One in three smartphones sold in the United States runs on Google's Android software.
The US is easily the most developed market for Android phones. Motorola, Sony-Ericsson, Samsung, LG, HTC and others have had handsets on the market for more than a year - although only in force for around nine months.
As such, it probably provides a pointer for how Android phones will fare in other countries.
Google will hope so.
Last month, a shock survey from NPD showed Android phones outselling iPhone the smart-phone segment.
Although NPD is a respected market tracker, many commentators were a little dubious.
Put a second NPD survey, released today, shows Android phones blowing away all comers for the second quarter - staying ahead of iPhone and dethroning RIM’s BlackBerry - the reigning smartphone champ since the fourth quarter of 2007.
Specifically NPD's latest wireless market research reveals that Android accounted for 33% of all smartphones purchased in the second quarter, ahead of BlackBerry maker RIM (28%) and Apple (22%).
More, NPD’s findings are now being backed up by other surveys.
A Canalys report released earlier this week said that for the second quarter sales of phones based on Google's Android software were up nearly 900% from a year ago, claiming 34% of the market in the United States.
Canalys put RIM on 32%, Apple on 21.7%.
A year ago, RIM.’s share of the US market was 45%.
A third study, released Monday by Nielsen, found similar trends, with a declining BlackBerry nabbing 33% of new sign-ups over the past six months; Android-based phones 27% and iPhone 23%.
iPhone has the glam appeal and the cult following, but as in New Zealand, it's expensive, has a single official carrier (that is, who can offer a handset subsidy). Androids, by contrast, appear at all price-points, and are being pushed by every phone company.
Telecom, Vodafone and 2degrees have all been jumping on the Android bandwagon over the past couple of months, releasing multiple models.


**Work instruction**
All the lines below should be set down exactly, with no picture carried into the copy.

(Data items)
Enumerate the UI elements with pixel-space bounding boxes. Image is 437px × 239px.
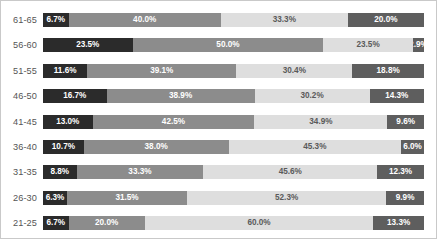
bar-segment: 14.3% <box>370 89 424 103</box>
segment-value-label: 33.3% <box>128 165 151 179</box>
bar-segment: 23.5% <box>43 38 133 52</box>
segment-value-label: 13.0% <box>56 115 79 129</box>
bar-segment: 52.3% <box>187 191 386 205</box>
bar-track: 6.7%20.0%60.0%13.3% <box>43 216 424 230</box>
segment-value-label: 38.9% <box>169 89 192 103</box>
bar-segment: 38.0% <box>84 140 229 154</box>
bar-segment: 20.0% <box>69 216 145 230</box>
category-label-41-45: 41-45 <box>1 115 37 129</box>
chart-plot-area: 61-656.7%40.0%33.3%20.0%56-6023.5%50.0%2… <box>1 1 436 238</box>
segment-value-label: 31.5% <box>115 191 138 205</box>
bar-track: 6.3%31.5%52.3%9.9% <box>43 191 424 205</box>
bar-segment: 50.0% <box>133 38 324 52</box>
bar-segment: 38.9% <box>107 89 255 103</box>
segment-value-label: 14.3% <box>385 89 408 103</box>
segment-value-label: 42.5% <box>162 115 185 129</box>
bar-track: 10.7%38.0%45.3%6.0% <box>43 140 424 154</box>
bar-track: 6.7%40.0%33.3%20.0% <box>43 13 424 27</box>
bar-segment: 6.7% <box>43 13 69 27</box>
bar-segment: 6.0% <box>401 140 424 154</box>
bar-segment: 6.3% <box>43 191 67 205</box>
bar-row: 51-5511.6%39.1%30.4%18.8% <box>1 64 436 78</box>
segment-value-label: 6.3% <box>46 191 65 205</box>
segment-value-label: 6.7% <box>46 13 65 27</box>
segment-value-label: 12.3% <box>389 165 412 179</box>
bar-segment: 8.8% <box>43 165 77 179</box>
bar-segment: 60.0% <box>145 216 374 230</box>
bar-segment: 39.1% <box>87 64 236 78</box>
bar-segment: 40.0% <box>69 13 221 27</box>
segment-value-label: 60.0% <box>247 216 270 230</box>
bar-segment: 18.8% <box>352 64 424 78</box>
segment-value-label: 38.0% <box>145 140 168 154</box>
bar-segment: 11.6% <box>43 64 87 78</box>
segment-value-label: 9.6% <box>396 115 415 129</box>
bar-segment: 13.3% <box>373 216 424 230</box>
bar-segment: 9.6% <box>387 115 424 129</box>
bar-row: 26-306.3%31.5%52.3%9.9% <box>1 191 436 205</box>
bar-row: 36-4010.7%38.0%45.3%6.0% <box>1 140 436 154</box>
category-label-31-35: 31-35 <box>1 165 37 179</box>
bar-segment: 42.5% <box>93 115 255 129</box>
segment-value-label: 13.3% <box>387 216 410 230</box>
category-label-61-65: 61-65 <box>1 13 37 27</box>
bar-segment: 2.9% <box>413 38 424 52</box>
bar-track: 11.6%39.1%30.4%18.8% <box>43 64 424 78</box>
category-label-46-50: 46-50 <box>1 89 37 103</box>
bar-segment: 30.2% <box>255 89 370 103</box>
segment-value-label: 23.5% <box>356 38 379 52</box>
segment-value-label: 40.0% <box>133 13 156 27</box>
segment-value-label: 33.3% <box>273 13 296 27</box>
bar-segment: 10.7% <box>43 140 84 154</box>
category-label-36-40: 36-40 <box>1 140 37 154</box>
segment-value-label: 30.2% <box>300 89 323 103</box>
segment-value-label: 20.0% <box>95 216 118 230</box>
segment-value-label: 2.9% <box>413 38 424 52</box>
segment-value-label: 16.7% <box>63 89 86 103</box>
segment-value-label: 34.9% <box>309 115 332 129</box>
segment-value-label: 39.1% <box>150 64 173 78</box>
bar-row: 56-6023.5%50.0%23.5%2.9% <box>1 38 436 52</box>
bar-segment: 13.0% <box>43 115 93 129</box>
bar-segment: 30.4% <box>236 64 352 78</box>
bar-segment: 9.9% <box>386 191 424 205</box>
segment-value-label: 10.7% <box>52 140 75 154</box>
segment-value-label: 45.6% <box>279 165 302 179</box>
segment-value-label: 23.5% <box>76 38 99 52</box>
bar-segment: 31.5% <box>67 191 187 205</box>
segment-value-label: 11.6% <box>54 64 77 78</box>
bar-segment: 45.3% <box>229 140 402 154</box>
stacked-bar-chart: 61-656.7%40.0%33.3%20.0%56-6023.5%50.0%2… <box>0 0 437 239</box>
bar-track: 8.8%33.3%45.6%12.3% <box>43 165 424 179</box>
bar-row: 46-5016.7%38.9%30.2%14.3% <box>1 89 436 103</box>
bar-segment: 23.5% <box>323 38 413 52</box>
category-label-51-55: 51-55 <box>1 64 37 78</box>
segment-value-label: 45.3% <box>303 140 326 154</box>
bar-segment: 20.0% <box>348 13 424 27</box>
bar-row: 41-4513.0%42.5%34.9%9.6% <box>1 115 436 129</box>
segment-value-label: 6.0% <box>403 140 422 154</box>
category-label-56-60: 56-60 <box>1 38 37 52</box>
bar-segment: 34.9% <box>254 115 387 129</box>
segment-value-label: 50.0% <box>216 38 239 52</box>
bar-segment: 16.7% <box>43 89 107 103</box>
segment-value-label: 52.3% <box>275 191 298 205</box>
category-label-26-30: 26-30 <box>1 191 37 205</box>
category-label-21-25: 21-25 <box>1 216 37 230</box>
bar-segment: 6.7% <box>43 216 69 230</box>
segment-value-label: 6.7% <box>46 216 65 230</box>
bar-row: 61-656.7%40.0%33.3%20.0% <box>1 13 436 27</box>
segment-value-label: 30.4% <box>283 64 306 78</box>
bar-track: 23.5%50.0%23.5%2.9% <box>43 38 424 52</box>
bar-segment: 33.3% <box>77 165 204 179</box>
bar-track: 16.7%38.9%30.2%14.3% <box>43 89 424 103</box>
bar-segment: 45.6% <box>203 165 377 179</box>
segment-value-label: 18.8% <box>377 64 400 78</box>
segment-value-label: 9.9% <box>396 191 415 205</box>
segment-value-label: 8.8% <box>50 165 69 179</box>
bar-segment: 12.3% <box>377 165 424 179</box>
bar-row: 31-358.8%33.3%45.6%12.3% <box>1 165 436 179</box>
bar-row: 21-256.7%20.0%60.0%13.3% <box>1 216 436 230</box>
segment-value-label: 20.0% <box>374 13 397 27</box>
bar-segment: 33.3% <box>221 13 348 27</box>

**Output for this task**
Enumerate the UI elements with pixel-space bounding boxes. Image is 437px × 239px.
bar-segment: 14.3% <box>370 89 424 103</box>
segment-value-label: 33.3% <box>128 165 151 179</box>
bar-segment: 23.5% <box>43 38 133 52</box>
segment-value-label: 13.0% <box>56 115 79 129</box>
bar-segment: 52.3% <box>187 191 386 205</box>
bar-track: 6.7%20.0%60.0%13.3% <box>43 216 424 230</box>
segment-value-label: 38.9% <box>169 89 192 103</box>
bar-segment: 38.0% <box>84 140 229 154</box>
bar-segment: 20.0% <box>69 216 145 230</box>
category-label-41-45: 41-45 <box>1 115 37 129</box>
chart-plot-area: 61-656.7%40.0%33.3%20.0%56-6023.5%50.0%2… <box>1 1 436 238</box>
segment-value-label: 31.5% <box>115 191 138 205</box>
bar-track: 6.3%31.5%52.3%9.9% <box>43 191 424 205</box>
bar-segment: 50.0% <box>133 38 324 52</box>
bar-segment: 38.9% <box>107 89 255 103</box>
segment-value-label: 14.3% <box>385 89 408 103</box>
segment-value-label: 42.5% <box>162 115 185 129</box>
bar-track: 10.7%38.0%45.3%6.0% <box>43 140 424 154</box>
bar-track: 6.7%40.0%33.3%20.0% <box>43 13 424 27</box>
bar-segment: 6.7% <box>43 13 69 27</box>
bar-segment: 6.0% <box>401 140 424 154</box>
bar-segment: 6.3% <box>43 191 67 205</box>
bar-row: 51-5511.6%39.1%30.4%18.8% <box>1 64 436 78</box>
segment-value-label: 6.3% <box>46 191 65 205</box>
segment-value-label: 6.7% <box>46 13 65 27</box>
segment-value-label: 12.3% <box>389 165 412 179</box>
bar-segment: 8.8% <box>43 165 77 179</box>
bar-segment: 60.0% <box>145 216 374 230</box>
bar-segment: 39.1% <box>87 64 236 78</box>
bar-segment: 40.0% <box>69 13 221 27</box>
segment-value-label: 60.0% <box>247 216 270 230</box>
bar-segment: 18.8% <box>352 64 424 78</box>
segment-value-label: 38.0% <box>145 140 168 154</box>
bar-segment: 11.6% <box>43 64 87 78</box>
segment-value-label: 9.6% <box>396 115 415 129</box>
bar-segment: 13.3% <box>373 216 424 230</box>
bar-segment: 9.6% <box>387 115 424 129</box>
bar-row: 26-306.3%31.5%52.3%9.9% <box>1 191 436 205</box>
bar-row: 36-4010.7%38.0%45.3%6.0% <box>1 140 436 154</box>
category-label-31-35: 31-35 <box>1 165 37 179</box>
bar-segment: 42.5% <box>93 115 255 129</box>
segment-value-label: 13.3% <box>387 216 410 230</box>
category-label-61-65: 61-65 <box>1 13 37 27</box>
bar-segment: 2.9% <box>413 38 424 52</box>
bar-track: 11.6%39.1%30.4%18.8% <box>43 64 424 78</box>
category-label-46-50: 46-50 <box>1 89 37 103</box>
bar-segment: 30.2% <box>255 89 370 103</box>
segment-value-label: 23.5% <box>356 38 379 52</box>
segment-value-label: 40.0% <box>133 13 156 27</box>
segment-value-label: 33.3% <box>273 13 296 27</box>
bar-segment: 10.7% <box>43 140 84 154</box>
category-label-36-40: 36-40 <box>1 140 37 154</box>
segment-value-label: 30.2% <box>300 89 323 103</box>
segment-value-label: 20.0% <box>95 216 118 230</box>
segment-value-label: 2.9% <box>413 38 424 52</box>
segment-value-label: 16.7% <box>63 89 86 103</box>
segment-value-label: 34.9% <box>309 115 332 129</box>
segment-value-label: 39.1% <box>150 64 173 78</box>
bar-row: 56-6023.5%50.0%23.5%2.9% <box>1 38 436 52</box>
bar-segment: 13.0% <box>43 115 93 129</box>
bar-segment: 30.4% <box>236 64 352 78</box>
bar-segment: 9.9% <box>386 191 424 205</box>
segment-value-label: 10.7% <box>52 140 75 154</box>
segment-value-label: 45.6% <box>279 165 302 179</box>
segment-value-label: 23.5% <box>76 38 99 52</box>
bar-segment: 31.5% <box>67 191 187 205</box>
segment-value-label: 11.6% <box>54 64 77 78</box>
bar-segment: 45.3% <box>229 140 402 154</box>
stacked-bar-chart: 61-656.7%40.0%33.3%20.0%56-6023.5%50.0%2… <box>0 0 437 239</box>
bar-track: 8.8%33.3%45.6%12.3% <box>43 165 424 179</box>
bar-row: 46-5016.7%38.9%30.2%14.3% <box>1 89 436 103</box>
bar-segment: 23.5% <box>323 38 413 52</box>
category-label-51-55: 51-55 <box>1 64 37 78</box>
segment-value-label: 45.3% <box>303 140 326 154</box>
bar-segment: 20.0% <box>348 13 424 27</box>
bar-row: 41-4513.0%42.5%34.9%9.6% <box>1 115 436 129</box>
segment-value-label: 6.0% <box>403 140 422 154</box>
category-label-56-60: 56-60 <box>1 38 37 52</box>
bar-segment: 34.9% <box>254 115 387 129</box>
segment-value-label: 50.0% <box>216 38 239 52</box>
bar-segment: 16.7% <box>43 89 107 103</box>
segment-value-label: 52.3% <box>275 191 298 205</box>
category-label-26-30: 26-30 <box>1 191 37 205</box>
category-label-21-25: 21-25 <box>1 216 37 230</box>
bar-segment: 6.7% <box>43 216 69 230</box>
segment-value-label: 6.7% <box>46 216 65 230</box>
bar-row: 61-656.7%40.0%33.3%20.0% <box>1 13 436 27</box>
segment-value-label: 30.4% <box>283 64 306 78</box>
bar-track: 23.5%50.0%23.5%2.9% <box>43 38 424 52</box>
bar-segment: 33.3% <box>77 165 204 179</box>
bar-track: 16.7%38.9%30.2%14.3% <box>43 89 424 103</box>
bar-segment: 45.6% <box>203 165 377 179</box>
segment-value-label: 18.8% <box>377 64 400 78</box>
segment-value-label: 9.9% <box>396 191 415 205</box>
segment-value-label: 8.8% <box>50 165 69 179</box>
bar-segment: 12.3% <box>377 165 424 179</box>
bar-row: 31-358.8%33.3%45.6%12.3% <box>1 165 436 179</box>
bar-row: 21-256.7%20.0%60.0%13.3% <box>1 216 436 230</box>
segment-value-label: 20.0% <box>374 13 397 27</box>
bar-segment: 33.3% <box>221 13 348 27</box>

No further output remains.